Developers, Publishers, Let Us RTM: Four Reasons Video Games Need To Bring Back The Manual

One of the casualties of the war on budgets in video games has been the humble manual. Not so long ago, every game came with a nice, detailed, full-color manual. Now, you generally get a monochrome three page pamphlet dedicated mostly to legal information in tiny type. There are rare exceptions, but this is the rule.

That’s a shame. Here’s why the manual needs to make a comeback.

Not Everybody Can Refer To A PDF Or A Website While Playing

If you want to look something up quickly, hitting Pause and going to the “online manual” is a laborious process compared to flipping a few pages. Nobody buys games to visit websites; why should we have to use them to look something up? It also cuts out gamers who either can’t, or won’t, connect their console to the Internet.

Some Games Desperately Need One

Just ask anybody who picked up Metal Gear Rising: Revengeance; not all games do a great job of explaining their mechanics. A manual can help players, you know, actually play the game.

It’s A Useful Source Of Context

Manuals used to be the source of backstory for most games. But as developers have decided we want to stare at lengthy cutscenes that you can’t skip instead of playing a video game, that function has atrophied. Somehow, we bet the printing cost of a manual is a lot cheaper than a prerendered cutscene, and it’s a lot less aggravating.

It Serves As An Appetizer

Every gamer above the age of, say, twenty-two remembers getting a game and opening the manual first, because the manual generally told you about all the neat stuff you were going to find.

Zelda games in particular were really good at this: They told you all the tools and other goodies you were going to come across… but not where or when. So you spent the whole game looking around, making note of places you needed to come back to once you had a Boomerang or a Hookshot or some bombs.

Far too often games, especially sequels, rely on marketing campaigns or player familiarity with the overall franchise to excite people. And there’s nothing wrong with that, but there’s nothing wrong with giving us a taste of what to expect, either.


**What this task involves**
Among the records that follow, find each line holding the word "create" and copy it.

**Source material**
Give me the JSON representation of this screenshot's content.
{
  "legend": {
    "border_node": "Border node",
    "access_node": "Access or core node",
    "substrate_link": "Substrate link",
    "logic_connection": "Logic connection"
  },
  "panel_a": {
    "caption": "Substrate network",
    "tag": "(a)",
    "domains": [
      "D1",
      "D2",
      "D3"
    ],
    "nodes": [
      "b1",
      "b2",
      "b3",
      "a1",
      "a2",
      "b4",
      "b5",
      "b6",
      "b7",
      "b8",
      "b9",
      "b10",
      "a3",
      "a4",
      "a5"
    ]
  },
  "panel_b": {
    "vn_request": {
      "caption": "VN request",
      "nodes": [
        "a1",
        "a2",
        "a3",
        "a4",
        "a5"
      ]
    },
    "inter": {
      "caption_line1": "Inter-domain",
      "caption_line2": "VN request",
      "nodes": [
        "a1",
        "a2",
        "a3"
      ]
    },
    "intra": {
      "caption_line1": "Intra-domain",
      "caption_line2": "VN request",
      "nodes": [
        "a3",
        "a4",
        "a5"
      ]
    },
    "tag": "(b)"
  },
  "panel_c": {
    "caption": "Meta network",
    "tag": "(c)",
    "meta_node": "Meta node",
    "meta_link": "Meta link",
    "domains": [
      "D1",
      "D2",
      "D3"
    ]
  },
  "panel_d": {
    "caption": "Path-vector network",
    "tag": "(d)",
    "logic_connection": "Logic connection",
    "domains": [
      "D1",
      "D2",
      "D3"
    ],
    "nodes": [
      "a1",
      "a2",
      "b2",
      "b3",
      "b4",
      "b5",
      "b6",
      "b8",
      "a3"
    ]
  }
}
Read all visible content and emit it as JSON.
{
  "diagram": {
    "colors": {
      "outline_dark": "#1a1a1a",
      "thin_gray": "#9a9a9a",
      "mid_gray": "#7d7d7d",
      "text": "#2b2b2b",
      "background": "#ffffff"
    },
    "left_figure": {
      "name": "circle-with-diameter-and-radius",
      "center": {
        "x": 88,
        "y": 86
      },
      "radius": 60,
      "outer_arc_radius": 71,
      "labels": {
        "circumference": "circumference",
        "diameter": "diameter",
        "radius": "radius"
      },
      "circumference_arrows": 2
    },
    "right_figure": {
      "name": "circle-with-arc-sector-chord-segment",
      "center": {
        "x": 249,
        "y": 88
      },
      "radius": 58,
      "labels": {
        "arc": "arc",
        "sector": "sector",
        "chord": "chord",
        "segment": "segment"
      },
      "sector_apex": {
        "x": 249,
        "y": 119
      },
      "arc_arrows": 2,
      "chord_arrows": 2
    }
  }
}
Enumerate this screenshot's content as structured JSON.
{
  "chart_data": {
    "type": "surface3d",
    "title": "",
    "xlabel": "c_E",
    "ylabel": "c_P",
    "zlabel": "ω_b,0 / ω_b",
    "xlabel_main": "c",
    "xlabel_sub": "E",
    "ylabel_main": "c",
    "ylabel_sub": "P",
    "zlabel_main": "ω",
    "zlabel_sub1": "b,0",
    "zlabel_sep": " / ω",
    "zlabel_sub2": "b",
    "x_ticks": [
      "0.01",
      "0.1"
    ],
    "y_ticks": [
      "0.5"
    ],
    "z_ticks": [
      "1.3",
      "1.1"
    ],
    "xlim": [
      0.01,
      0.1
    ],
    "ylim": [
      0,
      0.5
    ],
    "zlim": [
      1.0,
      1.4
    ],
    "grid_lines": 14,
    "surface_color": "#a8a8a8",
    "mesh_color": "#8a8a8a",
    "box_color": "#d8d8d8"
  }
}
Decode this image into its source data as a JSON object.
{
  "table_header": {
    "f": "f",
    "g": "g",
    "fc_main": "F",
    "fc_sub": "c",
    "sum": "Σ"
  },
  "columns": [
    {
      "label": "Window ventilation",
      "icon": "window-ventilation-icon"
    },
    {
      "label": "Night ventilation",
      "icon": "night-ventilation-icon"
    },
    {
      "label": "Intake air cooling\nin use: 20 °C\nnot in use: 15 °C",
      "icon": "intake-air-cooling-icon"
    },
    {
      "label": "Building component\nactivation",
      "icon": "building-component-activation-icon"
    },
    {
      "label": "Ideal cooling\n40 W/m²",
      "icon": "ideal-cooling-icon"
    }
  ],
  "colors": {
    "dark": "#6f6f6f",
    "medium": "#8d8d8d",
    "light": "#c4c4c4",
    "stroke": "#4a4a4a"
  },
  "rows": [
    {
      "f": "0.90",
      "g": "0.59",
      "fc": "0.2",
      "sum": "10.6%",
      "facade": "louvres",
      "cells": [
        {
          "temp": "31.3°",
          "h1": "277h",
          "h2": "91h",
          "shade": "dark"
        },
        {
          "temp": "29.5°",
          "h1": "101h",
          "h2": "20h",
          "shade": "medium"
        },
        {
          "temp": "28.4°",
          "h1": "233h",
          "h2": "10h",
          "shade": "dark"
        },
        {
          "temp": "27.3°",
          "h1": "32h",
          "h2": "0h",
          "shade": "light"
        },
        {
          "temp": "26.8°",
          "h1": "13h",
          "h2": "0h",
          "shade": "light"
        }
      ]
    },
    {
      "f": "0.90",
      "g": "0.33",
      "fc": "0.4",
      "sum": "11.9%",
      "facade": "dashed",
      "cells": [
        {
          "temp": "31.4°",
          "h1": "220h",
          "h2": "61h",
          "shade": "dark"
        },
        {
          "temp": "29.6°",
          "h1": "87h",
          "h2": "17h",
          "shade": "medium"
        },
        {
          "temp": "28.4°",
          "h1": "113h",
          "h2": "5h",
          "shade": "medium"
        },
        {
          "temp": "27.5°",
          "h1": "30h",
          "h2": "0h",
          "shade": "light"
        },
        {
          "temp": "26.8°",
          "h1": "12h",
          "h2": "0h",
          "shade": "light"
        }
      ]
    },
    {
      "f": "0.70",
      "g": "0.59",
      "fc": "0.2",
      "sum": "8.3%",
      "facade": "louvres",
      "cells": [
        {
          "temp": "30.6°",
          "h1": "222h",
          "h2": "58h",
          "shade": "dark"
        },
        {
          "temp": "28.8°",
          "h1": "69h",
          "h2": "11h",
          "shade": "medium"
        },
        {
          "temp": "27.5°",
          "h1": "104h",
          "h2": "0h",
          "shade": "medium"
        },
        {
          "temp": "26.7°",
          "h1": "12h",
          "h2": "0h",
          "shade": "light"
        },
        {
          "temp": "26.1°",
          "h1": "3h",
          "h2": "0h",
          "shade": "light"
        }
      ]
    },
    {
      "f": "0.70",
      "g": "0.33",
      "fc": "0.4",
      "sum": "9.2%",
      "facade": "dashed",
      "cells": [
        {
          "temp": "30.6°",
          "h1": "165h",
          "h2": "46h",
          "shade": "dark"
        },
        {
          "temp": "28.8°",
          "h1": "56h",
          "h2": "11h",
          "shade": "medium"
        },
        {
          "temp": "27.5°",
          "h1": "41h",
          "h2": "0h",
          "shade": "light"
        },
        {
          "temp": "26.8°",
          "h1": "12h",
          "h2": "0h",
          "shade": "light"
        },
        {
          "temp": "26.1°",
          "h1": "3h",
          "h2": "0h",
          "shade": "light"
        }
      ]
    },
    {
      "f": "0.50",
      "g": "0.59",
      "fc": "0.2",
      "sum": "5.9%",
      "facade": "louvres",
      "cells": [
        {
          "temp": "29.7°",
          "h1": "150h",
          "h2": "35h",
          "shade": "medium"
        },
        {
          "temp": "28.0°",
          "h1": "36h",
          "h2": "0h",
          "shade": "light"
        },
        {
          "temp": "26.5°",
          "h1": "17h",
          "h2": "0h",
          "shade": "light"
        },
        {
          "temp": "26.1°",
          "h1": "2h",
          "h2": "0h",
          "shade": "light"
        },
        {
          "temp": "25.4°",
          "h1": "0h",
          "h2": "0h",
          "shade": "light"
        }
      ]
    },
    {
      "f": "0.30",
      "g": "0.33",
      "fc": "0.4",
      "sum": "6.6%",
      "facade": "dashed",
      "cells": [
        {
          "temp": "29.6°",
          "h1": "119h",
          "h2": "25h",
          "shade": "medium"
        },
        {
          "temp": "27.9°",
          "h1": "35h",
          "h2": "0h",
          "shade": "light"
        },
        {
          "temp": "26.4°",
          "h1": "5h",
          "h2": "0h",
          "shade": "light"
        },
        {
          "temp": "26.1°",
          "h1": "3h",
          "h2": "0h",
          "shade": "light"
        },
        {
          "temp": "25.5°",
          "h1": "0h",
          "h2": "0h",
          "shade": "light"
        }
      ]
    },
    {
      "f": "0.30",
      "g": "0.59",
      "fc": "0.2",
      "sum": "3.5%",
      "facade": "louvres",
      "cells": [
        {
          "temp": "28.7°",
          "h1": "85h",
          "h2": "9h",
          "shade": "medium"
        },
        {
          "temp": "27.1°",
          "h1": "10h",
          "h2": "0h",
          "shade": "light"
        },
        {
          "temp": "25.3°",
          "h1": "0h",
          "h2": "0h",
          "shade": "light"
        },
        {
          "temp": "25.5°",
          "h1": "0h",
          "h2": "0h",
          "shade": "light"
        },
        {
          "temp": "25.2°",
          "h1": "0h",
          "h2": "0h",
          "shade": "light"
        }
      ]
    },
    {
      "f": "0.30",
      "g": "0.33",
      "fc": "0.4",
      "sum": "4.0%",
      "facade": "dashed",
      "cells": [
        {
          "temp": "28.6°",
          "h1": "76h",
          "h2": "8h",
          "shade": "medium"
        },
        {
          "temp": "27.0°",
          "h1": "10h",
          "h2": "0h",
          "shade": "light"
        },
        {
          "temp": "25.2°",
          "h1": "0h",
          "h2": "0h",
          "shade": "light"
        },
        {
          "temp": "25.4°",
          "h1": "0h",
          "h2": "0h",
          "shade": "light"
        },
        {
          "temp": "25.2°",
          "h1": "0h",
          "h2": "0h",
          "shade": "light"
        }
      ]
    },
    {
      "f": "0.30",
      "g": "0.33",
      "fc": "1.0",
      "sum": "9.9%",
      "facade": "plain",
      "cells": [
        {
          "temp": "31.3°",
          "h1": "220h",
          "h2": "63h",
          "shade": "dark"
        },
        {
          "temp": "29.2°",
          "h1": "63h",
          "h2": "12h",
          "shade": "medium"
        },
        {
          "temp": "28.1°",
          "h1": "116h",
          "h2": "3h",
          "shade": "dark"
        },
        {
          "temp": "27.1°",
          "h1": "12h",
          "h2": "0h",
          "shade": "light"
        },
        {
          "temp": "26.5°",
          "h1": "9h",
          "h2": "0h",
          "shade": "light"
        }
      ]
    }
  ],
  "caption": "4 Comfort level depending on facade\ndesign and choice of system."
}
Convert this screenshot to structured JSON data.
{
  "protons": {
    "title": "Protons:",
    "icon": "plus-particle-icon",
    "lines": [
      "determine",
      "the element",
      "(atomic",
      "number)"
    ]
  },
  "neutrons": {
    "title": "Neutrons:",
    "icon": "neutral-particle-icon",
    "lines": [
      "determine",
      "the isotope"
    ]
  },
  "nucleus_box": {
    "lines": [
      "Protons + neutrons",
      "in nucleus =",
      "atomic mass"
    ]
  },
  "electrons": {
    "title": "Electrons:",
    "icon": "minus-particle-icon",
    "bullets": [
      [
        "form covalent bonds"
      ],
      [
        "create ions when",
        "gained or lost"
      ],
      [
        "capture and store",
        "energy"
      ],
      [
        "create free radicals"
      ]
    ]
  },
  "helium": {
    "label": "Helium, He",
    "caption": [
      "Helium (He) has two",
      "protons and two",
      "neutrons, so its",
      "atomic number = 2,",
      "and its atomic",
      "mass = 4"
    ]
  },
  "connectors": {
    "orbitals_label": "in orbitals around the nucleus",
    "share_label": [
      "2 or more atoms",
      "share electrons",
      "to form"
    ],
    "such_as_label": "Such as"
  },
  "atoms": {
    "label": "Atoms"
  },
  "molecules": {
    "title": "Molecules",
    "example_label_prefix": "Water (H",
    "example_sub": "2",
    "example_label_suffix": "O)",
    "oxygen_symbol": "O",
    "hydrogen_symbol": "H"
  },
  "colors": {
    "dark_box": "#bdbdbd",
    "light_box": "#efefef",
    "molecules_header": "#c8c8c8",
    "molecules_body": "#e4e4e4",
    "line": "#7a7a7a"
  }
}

**Response area**
        "create ions when",
        "create free radicals"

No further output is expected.